Friday, June 28, 2013

Bad Lesson Learned

So I went round to Bryce's house, and we went up to the study next to his bedroom.

'Look into her eyes.' he began, 'then you ask them about their dreams for the future.' I've forgotten the rest, and I forget what he was coaching me on. It was either kissing a girl or asking her out. I feel this is still a good opener though.

Anyway, I had her number, she lived in Mount Clear, so Bryce put the phone in front of me and watched me dial.

I probably said something like, 'oh  my god I can't do this.' or something, and probably took some last minute advice on what to do if her parents answered. I think in these cases I'm almost always praying for a machine to pick it up.

Anyway, something happened. I can't recall that bit, but eventually Sarah was on the phone.

'Hello!' she said with enthusiasm.

Then I asked her out. 'I was wondering if you'd go out with me.'

'I'd love to!' she said. I remember that much, it was probably the most exciting and relieving and uplifting thing I'd ever heard at that stage of my life.

Point of the call having been achieved, I can't recall how we wound it up. But we wound it up quickly, she must have been on speaker or something because I feel like Bryce could hear her side of the conversation to.

Then sweet, naive, 15 year old me said 'I love you.' A statement of fact, and Bryce was all 'are you fucking insane?!' and that was the first I was aware I'd made an error.

Sarah and I went out for 3 days, before a strangely superfluous middle-man that inserted himself into our relationship informed me it was over. And that's how it resolved itself.

In those three days, there was no kissing and I suspect possibly no physical contact. I really struggled with the adaptation to the identy of a couple and all the scrutiny I felt I was constantly under. I choked and died.

And you know what? I don't think that first failed relationship's failure had anything to do with my divulging that I loved her.

And an eternity later, like 3-4 months or so, Sarah started spreading rumours to the effect of 'oh my god I still really like Tom' (as I was still known back then). I don't know how long it took us to get back together, I can't recall if I stubbornly held out for her to ask me out, since she had allegedly dumped me the first time.

But it was at 'Saving Private Ryan' that she held my hand and bit my thumb when the sniped got blown out of the bell tower. Then we walked around town, and then she kissed me out the front of Central Square.

Which was fun to reminisce over, but I've strayed off point. I learned that day in Bryce's home office that you didn't tell a girl you loved her because it would freak her out. That something I had assumed naively was wonderful, and a wonderful thing to say to somebody could come across as quite threatening and scary.

So the new discipline, was that I waited until a girl told me she loved me before I told her. For me this was a hard discipline, and I'm not sure how well I held to it. I think I broke first with Chantelle and Claire, and fortunately Miki told me she loved me on our second date.

What I always kept secret though was that I loved these girls before I even kissed them. The failure of all my relationships isn't so much testimony to my ignorance of true love, but rather that love can't overpower all the other banal reasons relationships fail.

I think it was a bad lesson to learn though. It may in practice, still be valid, but the error I feel wasn't mine, the error is to get freaked out by somebody loving you.

Which I will freely admit, has it's limits, obviously you should be freaked out by somebody who declares their love for you and truly, madly, deeply wants to cut off your head and wear it as a hat while they make a night gown out of your skin.

But of all the human failings of a potential partner, the fact that they love you in most cases won't be the danger. Nor does it carry with it any reciprocal obligation to return that love. Nor do you need to lie, nor do you need to end things.

I did eventually get to kiss Sarah because I learned to play it cool and not panic and not withdraw. I just chilled until she, the more experienced got the confidence to take control. I think chilling out is a good lesson to learn with relationships, they are after all supposed to be fun.

likewise if somebody says they love you, just chill.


### INSTRUCTIONS FOR THE TASK
Return each line of the records below that contains the word "percentage".

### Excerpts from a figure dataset
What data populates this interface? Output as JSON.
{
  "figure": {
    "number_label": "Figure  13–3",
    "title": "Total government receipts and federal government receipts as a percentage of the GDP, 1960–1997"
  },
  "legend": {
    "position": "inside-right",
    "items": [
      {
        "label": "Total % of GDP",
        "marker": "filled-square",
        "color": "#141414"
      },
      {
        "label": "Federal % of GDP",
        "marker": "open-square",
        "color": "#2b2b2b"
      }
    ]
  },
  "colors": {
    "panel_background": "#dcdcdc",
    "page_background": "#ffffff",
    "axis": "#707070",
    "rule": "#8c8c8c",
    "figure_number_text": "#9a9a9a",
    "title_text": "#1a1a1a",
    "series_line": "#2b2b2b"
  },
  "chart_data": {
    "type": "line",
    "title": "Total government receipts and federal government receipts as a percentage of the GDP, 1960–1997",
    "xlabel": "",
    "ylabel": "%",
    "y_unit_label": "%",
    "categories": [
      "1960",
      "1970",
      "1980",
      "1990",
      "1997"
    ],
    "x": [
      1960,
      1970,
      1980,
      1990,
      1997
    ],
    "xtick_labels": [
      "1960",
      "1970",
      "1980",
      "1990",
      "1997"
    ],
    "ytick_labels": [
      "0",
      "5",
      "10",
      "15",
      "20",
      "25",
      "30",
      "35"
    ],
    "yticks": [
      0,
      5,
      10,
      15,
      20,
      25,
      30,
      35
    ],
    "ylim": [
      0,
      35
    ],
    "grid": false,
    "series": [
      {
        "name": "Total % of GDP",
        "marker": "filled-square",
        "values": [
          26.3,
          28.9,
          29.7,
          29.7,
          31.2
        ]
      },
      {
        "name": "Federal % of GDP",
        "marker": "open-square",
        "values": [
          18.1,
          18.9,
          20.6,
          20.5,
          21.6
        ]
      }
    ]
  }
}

### TASK SOLUTION
    "title": "Total government receipts and federal government receipts as a percentage of the GDP, 1960–1997"
    "title": "Total government receipts and federal government receipts as a percentage of the GDP, 1960–1997",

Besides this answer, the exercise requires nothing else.